Yep, life is strange. And ironic. I’m 15 years younger and don’t have terminal cancer, but I know life is too short. Which is why I no longer play the piddly ass political game. They’ve never done anything of note and they never will. They’re spinning their wheels in the sand. They’re wasting time. I just don’t understand “half-measure”. I’ve seen it my whole life with co-workers and friends and such. They never get up “Bircher Hill“. They get to the base of it but never see the last climb. They are all generally smarter and better educated than I am but they just never get there.

[10:30 pm update: I heard the first half of tonight’s show with substitute Rich Valdés. It was a nice tribute to Jim. A longtime caller really nailed it. He said Jim was “fair and square” down the line. That he didn’t go into a show with a topic or guest with his mind already made up. He gave everybody a shot. I can’t remember all his words but the gist of it was a humanity Jim had that I wasn’t able to convey earlier. Which is why I did the post because I liked the guy and could tell he was a decent person. Rich has been named the replacement.]

Laugh-In announcer Gary Owens

EYVIND EARLE

“Born in New York in 1916, Eyvind Earle began his prolific career at the age of ten when his father, Ferdinand Earle, gave him a challenging choice: read 50 pages of a book or paint a picture every day. Earle choose both. From the time of his first one-man showing in France when he was 14, Earle’s fame had grown steadily. At the age of 21, Earle bicycled across country from Hollywood to New York, paying his way by painting 42 watercolors (that’s interesting). In 1937, he opened at the Charles Morgan Galleries, his first of many one-man shows in New York. Two years later at his third consecutive showing at the gallery, the response to his work was so positive that the exhibition sold out and the Metropolitan Museum of Art purchased one of his paintings for their permanent collection. His earliest work was strictly realistic, but after having studied the work of a variety of masters such as Van Gogh, Cézanne, Rockwell Kent and Georgia O’Keefe, Earle by the age of 21, came into his own unique style. His oeuvre is characterized by a simplicity, directness and surety of handling.

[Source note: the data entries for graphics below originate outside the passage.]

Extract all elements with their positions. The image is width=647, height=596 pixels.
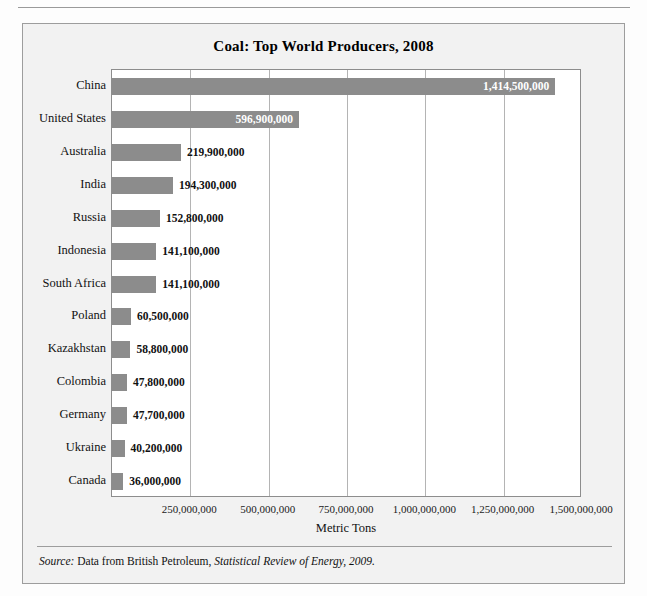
bar-value-label: 47,700,000 bbox=[133, 407, 185, 424]
bar[interactable] bbox=[112, 144, 181, 161]
bar-value-label: 58,800,000 bbox=[136, 341, 188, 358]
bar-series: 1,414,500,000596,900,000219,900,000194,3… bbox=[112, 70, 580, 496]
chart-page: { "chart_data": { "type": "bar", "orient… bbox=[0, 0, 647, 596]
source-divider bbox=[37, 546, 612, 547]
category-label: United States bbox=[39, 110, 106, 127]
bar[interactable] bbox=[112, 177, 173, 194]
figure-container: Coal: Top World Producers, 2008 ChinaUni… bbox=[22, 23, 625, 584]
category-label: China bbox=[76, 77, 106, 94]
tick-label: 250,000,000 bbox=[162, 503, 217, 515]
bar-row[interactable]: 141,100,000 bbox=[112, 276, 582, 293]
bar[interactable] bbox=[112, 440, 125, 457]
category-label: Kazakhstan bbox=[48, 340, 106, 357]
category-label: India bbox=[80, 176, 106, 193]
bar[interactable] bbox=[112, 308, 131, 325]
bar-value-label: 141,100,000 bbox=[162, 276, 220, 293]
category-label: Canada bbox=[69, 472, 106, 489]
tick-label: 750,000,000 bbox=[319, 503, 374, 515]
bar[interactable] bbox=[112, 374, 127, 391]
source-publication: Statistical Review of Energy, 2009. bbox=[214, 555, 375, 567]
bar-row[interactable]: 47,700,000 bbox=[112, 407, 582, 424]
bar-row[interactable]: 141,100,000 bbox=[112, 243, 582, 260]
bar-value-label: 219,900,000 bbox=[187, 144, 245, 161]
bar-value-label: 47,800,000 bbox=[133, 374, 185, 391]
bar-row[interactable]: 596,900,000 bbox=[112, 111, 582, 128]
bar-value-label: 60,500,000 bbox=[137, 308, 189, 325]
bar-row[interactable]: 219,900,000 bbox=[112, 144, 582, 161]
bar-row[interactable]: 152,800,000 bbox=[112, 210, 582, 227]
bar-row[interactable]: 58,800,000 bbox=[112, 341, 582, 358]
category-label: Indonesia bbox=[57, 242, 106, 259]
bar[interactable] bbox=[112, 473, 123, 490]
category-label: Poland bbox=[71, 307, 106, 324]
chart-title: Coal: Top World Producers, 2008 bbox=[23, 38, 624, 55]
category-label: South Africa bbox=[42, 275, 106, 292]
tick-label: 1,500,000,000 bbox=[549, 503, 612, 515]
bar[interactable] bbox=[112, 243, 156, 260]
bar-row[interactable]: 194,300,000 bbox=[112, 177, 582, 194]
bar-value-label: 596,900,000 bbox=[236, 111, 294, 128]
category-label: Russia bbox=[73, 209, 106, 226]
value-axis-tick-labels: 250,000,000500,000,000750,000,0001,000,0… bbox=[111, 503, 581, 519]
bar[interactable] bbox=[112, 210, 160, 227]
bar-value-label: 152,800,000 bbox=[166, 210, 224, 227]
bar-value-label: 194,300,000 bbox=[179, 177, 237, 194]
tick-label: 1,250,000,000 bbox=[471, 503, 534, 515]
bar-row[interactable]: 40,200,000 bbox=[112, 440, 582, 457]
category-axis-labels: ChinaUnited StatesAustraliaIndiaRussiaIn… bbox=[23, 69, 106, 497]
tick-label: 1,000,000,000 bbox=[393, 503, 456, 515]
category-label: Ukraine bbox=[66, 439, 106, 456]
bar-value-label: 40,200,000 bbox=[131, 440, 183, 457]
tick-label: 500,000,000 bbox=[240, 503, 295, 515]
bar-value-label: 141,100,000 bbox=[162, 243, 220, 260]
category-label: Germany bbox=[59, 406, 106, 423]
x-axis-title: Metric Tons bbox=[111, 521, 581, 536]
category-label: Australia bbox=[60, 143, 106, 160]
category-label: Colombia bbox=[57, 373, 106, 390]
bar[interactable] bbox=[112, 407, 127, 424]
page-top-rule bbox=[18, 7, 630, 8]
bar[interactable] bbox=[112, 341, 130, 358]
source-prefix: Source: bbox=[39, 555, 74, 567]
bar[interactable] bbox=[112, 276, 156, 293]
plot-area: 1,414,500,000596,900,000219,900,000194,3… bbox=[111, 69, 581, 497]
bar-value-label: 36,000,000 bbox=[129, 473, 181, 490]
bar-row[interactable]: 1,414,500,000 bbox=[112, 78, 582, 95]
bar-row[interactable]: 60,500,000 bbox=[112, 308, 582, 325]
source-note: Source: Data from British Petroleum, Sta… bbox=[39, 555, 375, 567]
bar-row[interactable]: 36,000,000 bbox=[112, 473, 582, 490]
bar-row[interactable]: 47,800,000 bbox=[112, 374, 582, 391]
bar-value-label: 1,414,500,000 bbox=[483, 78, 549, 95]
source-text: Data from British Petroleum, bbox=[74, 555, 214, 567]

In 1951 Earle joined Walt Disney studios as an assistant background painter. Earle intrigued Disney in 1953 when he created the look of “Toot, Whistle, Plunk and Boom” an animated short that won an Academy Award and a Cannes Film Festival Award. Disney kept the artist busy for the rest of decade, painting the settings for such stories as “Peter Pan”, “For Whom the Bulls Toil”, “Working for Peanuts”, “Pigs is Pigs”, “Paul Bunyan” and “Lady and the Tramp”. Earle was responsible for the styling, background and colors for the highly acclaimed movie “Sleeping Beauty” and gave the movie its magical, medieval look. He also painted the dioramas for Sleeping Beauty’s Castle at Disneyland in Anaheim, California….” – Eyvind Earle bio dot com

To me looking for more of his art after the lead off piece, everything was normal. Art the way God intended with the colors of red, white and blue. Then it quickly turned into ominous purples and sinister blacks! That’s when I could see the similarities to maybe his most famous work: Sleeping Beauty!

Marina Marcolin

“Marina Marcolin was born in Vicenza in 1975. Painter and illustrator, she collaborates with national and international publishing houses and galleries. Her works have been published in Italy, France, Germany, Switzerland, Spain, Portugal, Holland, Greece, Taiwan, Korea, Ireland, United Kingdom, United States and exhibited at the Museum of American Illustration in New York…”

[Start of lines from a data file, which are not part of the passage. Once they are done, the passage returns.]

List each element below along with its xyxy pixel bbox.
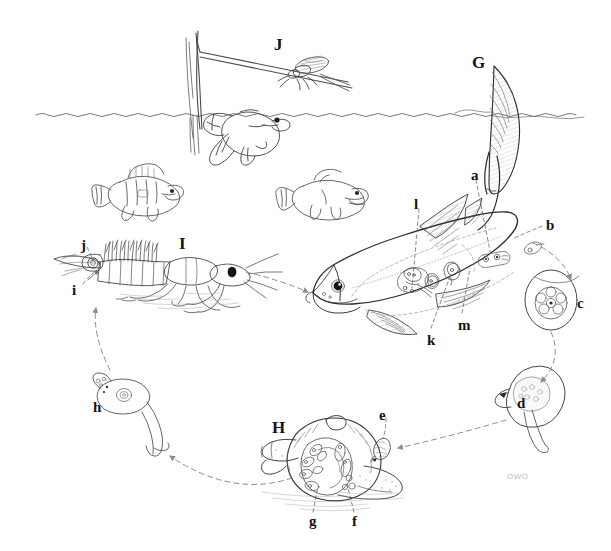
host-label-H: H <box>272 419 285 436</box>
host-label-J: J <box>274 36 283 53</box>
egg <box>525 270 579 330</box>
perch-fish <box>92 164 184 221</box>
host-label-I: I <box>179 235 186 252</box>
stage-label-i: i <box>72 283 76 298</box>
stage-label-j: j <box>81 238 86 253</box>
sporocyst-cluster <box>299 442 329 492</box>
miracidium <box>495 366 565 453</box>
stage-label-c: c <box>577 296 584 311</box>
definitive-host-fish <box>306 66 544 335</box>
stage-label-a: a <box>471 168 479 183</box>
artist-signature: OWO <box>507 472 529 481</box>
life-cycle-figure: G H I J a b c d e f g h i j k l m OWO <box>0 0 611 551</box>
bass-fish <box>276 169 368 220</box>
illustration-artwork <box>0 0 611 551</box>
stage-label-k: k <box>427 333 435 348</box>
stage-label-l: l <box>414 197 418 212</box>
stage-label-m: m <box>458 318 471 333</box>
hooked-fish <box>204 110 291 165</box>
stage-label-e: e <box>379 408 386 423</box>
crayfish <box>54 240 282 313</box>
leader-lines <box>83 180 542 512</box>
cercaria <box>93 373 169 456</box>
stage-label-f: f <box>352 514 357 529</box>
stage-label-d: d <box>517 396 525 411</box>
stage-label-h: h <box>93 400 101 415</box>
stage-label-g: g <box>309 514 317 529</box>
bristle-patch <box>104 240 158 262</box>
host-label-G: G <box>472 54 485 71</box>
stage-label-b: b <box>546 218 554 233</box>
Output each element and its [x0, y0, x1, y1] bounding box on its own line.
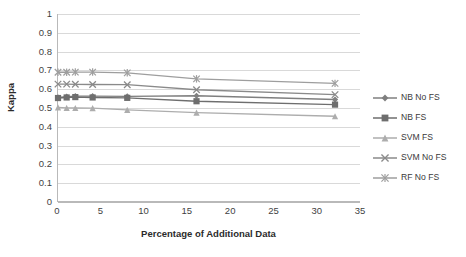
chart-legend: NB No FSNB FSSVM FSSVM No FSRF No FS [372, 88, 466, 188]
x-axis-title: Percentage of Additional Data [57, 228, 360, 239]
y-axis-tick-label: 1 [6, 9, 52, 19]
x-axis-tick-label: 15 [172, 206, 202, 216]
legend-item-label: RF No FS [401, 173, 439, 182]
data-point-marker-square [332, 102, 338, 108]
x-axis-tick-label: 5 [85, 206, 115, 216]
y-axis-title: Kappa [5, 68, 16, 128]
legend-item-label: NB No FS [401, 93, 440, 102]
x-axis-tick-label: 0 [42, 206, 72, 216]
legend-item-label: SVM FS [401, 133, 433, 142]
gridline [58, 202, 360, 203]
y-axis-tick-label: 0.8 [6, 47, 52, 57]
chart-container: 00.10.20.30.40.50.60.70.80.91 Kappa 0510… [0, 0, 466, 257]
legend-item-svm-fs[interactable]: SVM FS [372, 128, 466, 147]
data-point-marker-square [72, 94, 78, 100]
legend-swatch-triangle-icon [372, 132, 398, 144]
series-svm-fs [55, 104, 338, 119]
data-point-marker-square [90, 94, 96, 100]
legend-swatch-x-icon [372, 152, 398, 164]
legend-swatch-diamond-icon [372, 92, 398, 104]
x-axis-tick-label: 25 [258, 206, 288, 216]
legend-swatch-square-icon [372, 112, 398, 124]
y-axis-tick-label: 0.1 [6, 178, 52, 188]
series-layer [58, 14, 361, 202]
legend-item-label: NB FS [401, 113, 426, 122]
y-axis-tick-label: 0.9 [6, 28, 52, 38]
x-axis-tick-label: 20 [215, 206, 245, 216]
data-point-marker-square [193, 98, 199, 104]
data-point-marker-square [55, 95, 61, 101]
data-point-marker-square [64, 94, 70, 100]
legend-swatch-star-icon [372, 172, 398, 184]
plot-area [57, 14, 360, 202]
data-point-marker-square [124, 95, 130, 101]
legend-item-nb-no-fs[interactable]: NB No FS [372, 88, 466, 107]
x-axis-tick-label: 30 [302, 206, 332, 216]
x-axis-tick-label: 35 [345, 206, 375, 216]
data-point-marker-diamond [382, 94, 389, 101]
legend-item-label: SVM No FS [401, 153, 446, 162]
y-axis-tick-label: 0.2 [6, 159, 52, 169]
y-axis-tick-label: 0.3 [6, 141, 52, 151]
data-point-marker-square [382, 114, 389, 121]
x-axis-tick-label: 10 [129, 206, 159, 216]
legend-item-nb-fs[interactable]: NB FS [372, 108, 466, 127]
legend-item-rf-no-fs[interactable]: RF No FS [372, 168, 466, 187]
data-point-marker-diamond [193, 93, 199, 99]
legend-item-svm-no-fs[interactable]: SVM No FS [372, 148, 466, 167]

I think I know why I like her stuff, its chock full of whimsy. CHOCK.

Natasha Newton

[artist statement:] “I’m Natasha, an artist and illustrator originally from Suffolk, UK, but currently working from my studio in the Surrey Hills. My paintings are inspired by nature, home, and the English landscape. I like to work with a variety of materials including watercolour, gouache, acrylics, ink and coloured pencils, to name a few.”

She even sells postcards, wonder if I can get them in ‘Murica?